In 1968 Chandler quit as Hendrix's manager half way through the Electric Ladyland album sessions, fed up with endless re-recording and the surfeit of hangers-on in the studio. He fell out with Jeffery over the way Hendrix's career was being handled, and in 1969 returned to London to his Swedish wife Lotta, who was expecting their first child. Shortly afterwards he set up Montgrow Productions with Robert Stigwood.
Their aim was to find and develop new talent but Stigwood didn't share Chandler's enthusiasm for his next discovery, the Wolverhampton band Slade, and pulled out, leaving Chas Chandler as their sole manager. He paid off their previous management with pounds 100 and encouraged the adoption of a skinhead look, with cropped hair and bovver boots. Slade's lead singer Noddy Holder said that the band "worshipped" Chandler for the way he had transformed their fortunes.

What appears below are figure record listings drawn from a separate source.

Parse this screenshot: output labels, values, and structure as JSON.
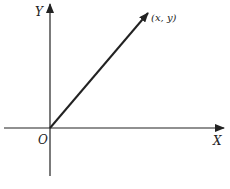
{
  "diagram": {
    "type": "coordinate-vector",
    "axes": {
      "x_label": "X",
      "y_label": "Y",
      "origin_label": "O"
    },
    "vector": {
      "from": "origin",
      "label": "(x, y)"
    },
    "colors": {
      "stroke": "#222222",
      "background": "#ffffff"
    }
  }
}
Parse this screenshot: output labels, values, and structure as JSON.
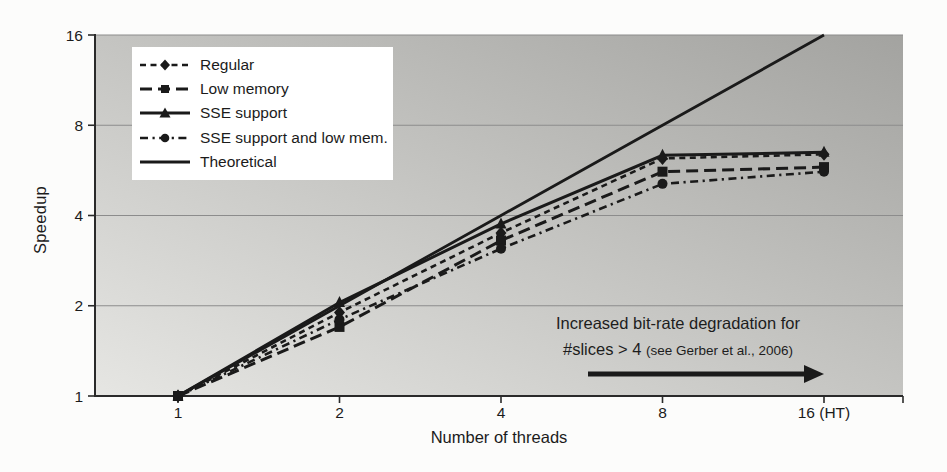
{
  "chart_data": {
    "type": "line",
    "title": "",
    "xlabel": "Number of threads",
    "ylabel": "Speedup",
    "x_scale": "log2",
    "y_scale": "log2",
    "xlim": [
      1,
      16
    ],
    "ylim": [
      1,
      16
    ],
    "grid": "horizontal",
    "legend_position": "top-left",
    "x": [
      1,
      2,
      4,
      8,
      16
    ],
    "x_tick_labels": [
      "1",
      "2",
      "4",
      "8",
      "16 (HT)"
    ],
    "y_ticks": [
      1,
      2,
      4,
      8,
      16
    ],
    "y_tick_labels": [
      "1",
      "2",
      "4",
      "8",
      "16"
    ],
    "series": [
      {
        "name": "Regular",
        "marker": "diamond",
        "line": "dashed",
        "values": [
          1,
          1.9,
          3.5,
          6.2,
          6.4
        ]
      },
      {
        "name": "Low memory",
        "marker": "square",
        "line": "long-dash",
        "values": [
          1,
          1.7,
          3.3,
          5.6,
          5.8
        ]
      },
      {
        "name": "SSE support",
        "marker": "triangle",
        "line": "solid",
        "values": [
          1,
          2.05,
          3.75,
          6.35,
          6.5
        ]
      },
      {
        "name": "SSE support and low mem.",
        "marker": "circle",
        "line": "dash-dot",
        "values": [
          1,
          1.8,
          3.1,
          5.1,
          5.6
        ]
      },
      {
        "name": "Theoretical",
        "marker": "none",
        "line": "solid-thick",
        "values": [
          1,
          2,
          4,
          8,
          16
        ]
      }
    ],
    "annotation": {
      "line1": "Increased bit-rate degradation for",
      "line2_main": "#slices > 4 ",
      "line2_note": "(see Gerber et al., 2006)",
      "arrow_direction": "right"
    },
    "colors": {
      "line": "#1a1a1a",
      "text": "#1b1b1b",
      "grid": "#8c8c8c",
      "axis": "#2a2a2a",
      "plot_bg_light": "#e6e6e3",
      "plot_bg_dark": "#a3a3a0",
      "legend_bg": "#ffffff"
    }
  }
}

Under his guidance they became of the most prolific hit makers of the 1970s - their singles included "Coz I Luv You" (1971) and "We've Got to Get Out of this Place" (1972) - though they failed to gain American success. In 1979 he withdrew from management and formed his own record label Barn Productions. At the same time he separated from his first wife, and left London to retire to Newcastle, where he married his second wife, Madeleine Stringer, a former Newcastle beauty queen.

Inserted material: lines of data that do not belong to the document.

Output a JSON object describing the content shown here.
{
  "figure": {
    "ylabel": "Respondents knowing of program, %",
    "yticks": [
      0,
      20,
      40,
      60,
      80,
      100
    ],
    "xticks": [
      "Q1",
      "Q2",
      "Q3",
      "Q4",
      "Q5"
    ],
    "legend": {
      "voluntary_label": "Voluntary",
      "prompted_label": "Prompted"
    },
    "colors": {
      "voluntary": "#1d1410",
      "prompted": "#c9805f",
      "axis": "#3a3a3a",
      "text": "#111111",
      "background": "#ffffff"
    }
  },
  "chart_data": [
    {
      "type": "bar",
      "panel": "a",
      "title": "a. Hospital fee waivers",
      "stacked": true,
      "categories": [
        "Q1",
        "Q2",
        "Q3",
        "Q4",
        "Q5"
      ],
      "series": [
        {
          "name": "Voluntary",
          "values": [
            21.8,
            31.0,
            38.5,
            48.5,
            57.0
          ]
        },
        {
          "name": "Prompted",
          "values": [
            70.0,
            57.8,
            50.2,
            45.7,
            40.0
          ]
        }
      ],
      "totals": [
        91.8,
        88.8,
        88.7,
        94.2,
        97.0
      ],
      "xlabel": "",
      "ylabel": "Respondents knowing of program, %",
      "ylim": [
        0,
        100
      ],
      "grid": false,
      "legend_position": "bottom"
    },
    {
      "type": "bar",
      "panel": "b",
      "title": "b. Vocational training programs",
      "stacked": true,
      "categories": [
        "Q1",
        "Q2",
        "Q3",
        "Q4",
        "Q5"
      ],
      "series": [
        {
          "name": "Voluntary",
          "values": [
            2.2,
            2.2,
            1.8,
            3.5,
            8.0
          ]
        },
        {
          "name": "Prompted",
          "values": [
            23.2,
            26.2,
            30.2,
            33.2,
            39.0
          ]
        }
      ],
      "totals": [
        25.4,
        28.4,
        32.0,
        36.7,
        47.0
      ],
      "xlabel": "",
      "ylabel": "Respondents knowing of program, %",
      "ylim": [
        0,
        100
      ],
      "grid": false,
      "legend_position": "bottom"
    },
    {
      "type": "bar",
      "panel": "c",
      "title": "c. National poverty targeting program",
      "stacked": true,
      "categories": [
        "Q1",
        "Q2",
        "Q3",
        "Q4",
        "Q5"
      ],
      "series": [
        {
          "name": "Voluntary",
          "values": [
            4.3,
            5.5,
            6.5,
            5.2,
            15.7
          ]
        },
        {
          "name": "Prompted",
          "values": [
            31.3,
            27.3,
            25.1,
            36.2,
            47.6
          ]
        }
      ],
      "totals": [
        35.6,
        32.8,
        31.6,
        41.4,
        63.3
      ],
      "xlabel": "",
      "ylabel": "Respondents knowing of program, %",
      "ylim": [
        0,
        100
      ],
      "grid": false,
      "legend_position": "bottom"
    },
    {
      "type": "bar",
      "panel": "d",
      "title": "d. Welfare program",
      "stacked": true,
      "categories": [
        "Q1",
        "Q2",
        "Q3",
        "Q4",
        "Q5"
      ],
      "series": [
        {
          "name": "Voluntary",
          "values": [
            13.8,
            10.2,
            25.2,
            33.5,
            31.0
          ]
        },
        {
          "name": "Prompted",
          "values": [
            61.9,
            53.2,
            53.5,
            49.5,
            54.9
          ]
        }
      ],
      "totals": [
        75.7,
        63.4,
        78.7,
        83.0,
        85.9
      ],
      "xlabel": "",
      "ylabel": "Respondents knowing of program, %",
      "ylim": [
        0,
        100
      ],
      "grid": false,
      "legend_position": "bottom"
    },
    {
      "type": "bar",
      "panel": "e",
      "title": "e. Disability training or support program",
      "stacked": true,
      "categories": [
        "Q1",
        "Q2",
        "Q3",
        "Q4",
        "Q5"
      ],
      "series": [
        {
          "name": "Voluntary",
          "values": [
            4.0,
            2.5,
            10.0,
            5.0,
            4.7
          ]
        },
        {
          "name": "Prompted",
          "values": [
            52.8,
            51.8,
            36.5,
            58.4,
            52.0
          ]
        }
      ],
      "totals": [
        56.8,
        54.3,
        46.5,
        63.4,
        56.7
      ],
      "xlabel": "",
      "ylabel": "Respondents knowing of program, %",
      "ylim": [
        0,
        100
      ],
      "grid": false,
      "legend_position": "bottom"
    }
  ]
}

In 1983 he became part of the re-formed Animals, and had to relearn the bass guitar. It was not a happy experience. The group spent most of the time arguing and at one point Chandler was seen grabbing Eric Burdon by the scruff of the neck.
In recent years he helped local bands in the North East to record their own music, and he also set up in business with architect and saxophonist Nigel Stranger. They established Park Arena Ltd, which developed the 10,500- seater Newcastle Arena, the largest sports and entertainment venue in the north-east. It opened last year after nine years work, and has already featured artists such as Neil Diamond, David Bowie and Pulp.
A big-built man who liked to drink and smoke, he had, said Keith Altham "enormous drive and self-belief. It was that enthusiasm that helped both Jimi Hendrix and Slade become stars. He'd just tell everyone: 'They are the best in the world!'"
Bryan "Chas" Chandler, bass player, manager and record producer: born Newcastle upon Tyne 18 December 1938; married twice (two sons, two daughters); died Newcastle 17 July 1996.